If you drive in Wisconsin, you can’t help but notice the attention-grabbing signs on major highways — the ones showing us there were 488 deaths on the roads this year, as of Monday.
Those large, electronic message signs illuminated with LEDs display useful information in all corners of the state. David Pabst is director of the Bureau of Transportation Safety at the Wisconsin Department of Transportation. He says those Dynamic Message Signs have many uses — Amber alerts, warnings of construction, delays, and other safety messages. And Pabst says, “Certainly we try to let people know that people are still getting killed on the road.”
With just a couple days remaining in the year, Wisconsin will likely finish 2014 with fewer than 500 traffic fatalities. That hasn’t happened in decades, and it would be the lowest number of traffic deaths since 1943. While it’s still too many, Pabst says not too long ago that number was twice as high. “In the 1990s and in the ’70s we were at times over 1,000 deaths in a year.
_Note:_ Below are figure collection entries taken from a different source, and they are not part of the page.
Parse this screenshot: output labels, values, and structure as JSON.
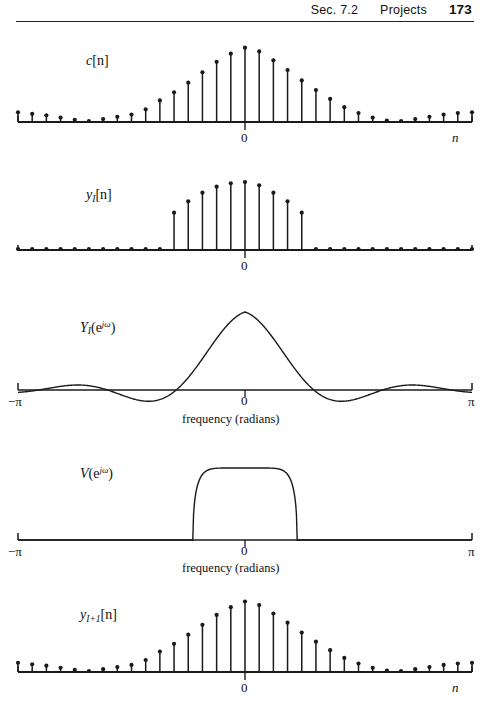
{
  "header": {
    "section": "Sec. 7.2",
    "chapter_title": "Projects",
    "page_number": "173"
  },
  "figure": {
    "panels": [
      {
        "id": "panel-c-n",
        "label_base": "c",
        "label_sub": "",
        "label_tail": "[n]",
        "axis_label": "n",
        "origin_label": "0",
        "caption": ""
      },
      {
        "id": "panel-yI-n",
        "label_base": "y",
        "label_sub": "I",
        "label_tail": "[n]",
        "axis_label": "",
        "origin_label": "0",
        "caption": ""
      },
      {
        "id": "panel-YI-ejw",
        "label_base": "Y",
        "label_sub": "I",
        "label_tail": "(e",
        "axis_left_label": "−π",
        "axis_right_label": "π",
        "origin_label": "0",
        "caption": "frequency  (radians)"
      },
      {
        "id": "panel-V-ejw",
        "label_base": "V",
        "label_sub": "",
        "label_tail": "(e",
        "axis_left_label": "−π",
        "axis_right_label": "π",
        "origin_label": "0",
        "caption": "frequency  (radians)"
      },
      {
        "id": "panel-yI1-n",
        "label_base": "y",
        "label_sub": "I+1",
        "label_tail": "[n]",
        "axis_label": "n",
        "origin_label": "0",
        "caption": ""
      }
    ]
  },
  "chart_data": [
    {
      "type": "stem",
      "name": "c[n]",
      "title": "c[n]",
      "xlabel": "n",
      "ylabel": "",
      "grid": false,
      "legend": "none",
      "x": [
        -16,
        -15,
        -14,
        -13,
        -12,
        -11,
        -10,
        -9,
        -8,
        -7,
        -6,
        -5,
        -4,
        -3,
        -2,
        -1,
        0,
        1,
        2,
        3,
        4,
        5,
        6,
        7,
        8,
        9,
        10,
        11,
        12,
        13,
        14,
        15,
        16
      ],
      "values": [
        0.13,
        0.11,
        0.09,
        0.06,
        0.03,
        0.01,
        0.04,
        0.07,
        0.1,
        0.17,
        0.29,
        0.4,
        0.53,
        0.67,
        0.81,
        0.92,
        1.0,
        0.95,
        0.83,
        0.7,
        0.56,
        0.43,
        0.31,
        0.2,
        0.12,
        0.06,
        0.02,
        0.01,
        0.04,
        0.07,
        0.1,
        0.12,
        0.13
      ],
      "ylim": [
        0,
        1.05
      ]
    },
    {
      "type": "stem",
      "name": "y_I[n]",
      "title": "y_I[n]",
      "xlabel": "",
      "ylabel": "",
      "grid": false,
      "legend": "none",
      "x": [
        -16,
        -15,
        -14,
        -13,
        -12,
        -11,
        -10,
        -9,
        -8,
        -7,
        -6,
        -5,
        -4,
        -3,
        -2,
        -1,
        0,
        1,
        2,
        3,
        4,
        5,
        6,
        7,
        8,
        9,
        10,
        11,
        12,
        13,
        14,
        15,
        16
      ],
      "values": [
        0,
        0,
        0,
        0,
        0,
        0,
        0,
        0,
        0,
        0,
        0,
        0.56,
        0.73,
        0.86,
        0.95,
        1.0,
        1.02,
        0.97,
        0.86,
        0.73,
        0.56,
        0,
        0,
        0,
        0,
        0,
        0,
        0,
        0,
        0,
        0,
        0,
        0
      ],
      "ylim": [
        0,
        1.05
      ]
    },
    {
      "type": "line",
      "name": "Y_I(e^{jw})",
      "title": "Y_I(e^{jw})",
      "xlabel": "frequency  (radians)",
      "ylabel": "",
      "grid": false,
      "legend": "none",
      "xlim": [
        -3.14159,
        3.14159
      ],
      "ylim": [
        -0.18,
        1.05
      ],
      "xticks": [
        "−π",
        "0",
        "π"
      ],
      "description": "sinc-like spectrum: main lobe centered at 0 with peak 1.0, zero crossings near +/-0.95 rad, decaying side lobes of alternating sign with amplitude under 0.12"
    },
    {
      "type": "line",
      "name": "V(e^{jw})",
      "title": "V(e^{jw})",
      "xlabel": "frequency  (radians)",
      "ylabel": "",
      "grid": false,
      "legend": "none",
      "xlim": [
        -3.14159,
        3.14159
      ],
      "ylim": [
        0,
        1.05
      ],
      "xticks": [
        "−π",
        "0",
        "π"
      ],
      "description": "ideal lowpass window: flat-topped dome of height 1.0 with vertical edges at about +/-0.72 rad and rounded shoulders, zero elsewhere"
    },
    {
      "type": "stem",
      "name": "y_{I+1}[n]",
      "title": "y_{I+1}[n]",
      "xlabel": "n",
      "ylabel": "",
      "grid": false,
      "legend": "none",
      "x": [
        -16,
        -15,
        -14,
        -13,
        -12,
        -11,
        -10,
        -9,
        -8,
        -7,
        -6,
        -5,
        -4,
        -3,
        -2,
        -1,
        0,
        1,
        2,
        3,
        4,
        5,
        6,
        7,
        8,
        9,
        10,
        11,
        12,
        13,
        14,
        15,
        16
      ],
      "values": [
        0.13,
        0.11,
        0.09,
        0.06,
        0.03,
        0.01,
        0.04,
        0.07,
        0.1,
        0.17,
        0.29,
        0.4,
        0.53,
        0.67,
        0.81,
        0.92,
        1.0,
        0.95,
        0.83,
        0.7,
        0.56,
        0.43,
        0.31,
        0.2,
        0.12,
        0.06,
        0.02,
        0.01,
        0.04,
        0.07,
        0.1,
        0.12,
        0.13
      ],
      "ylim": [
        0,
        1.05
      ]
    }
  ]
}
And now we’re getting to the point where we’re at half that.” He hopes that within our lifetimes, we’ll see that go down to zero.
The lowest number of road fatalities on record — 417 — was during World War II. Speed limits were lower, men were overseas, there was a tire shortage and gas rationing. Despite a lot more people on the roads, Pabst says motorists are getting smarter, cars and highways are safer. Also, he says, deaths and injuries can be avoided when drivers buckle up, slow down, and drive sober.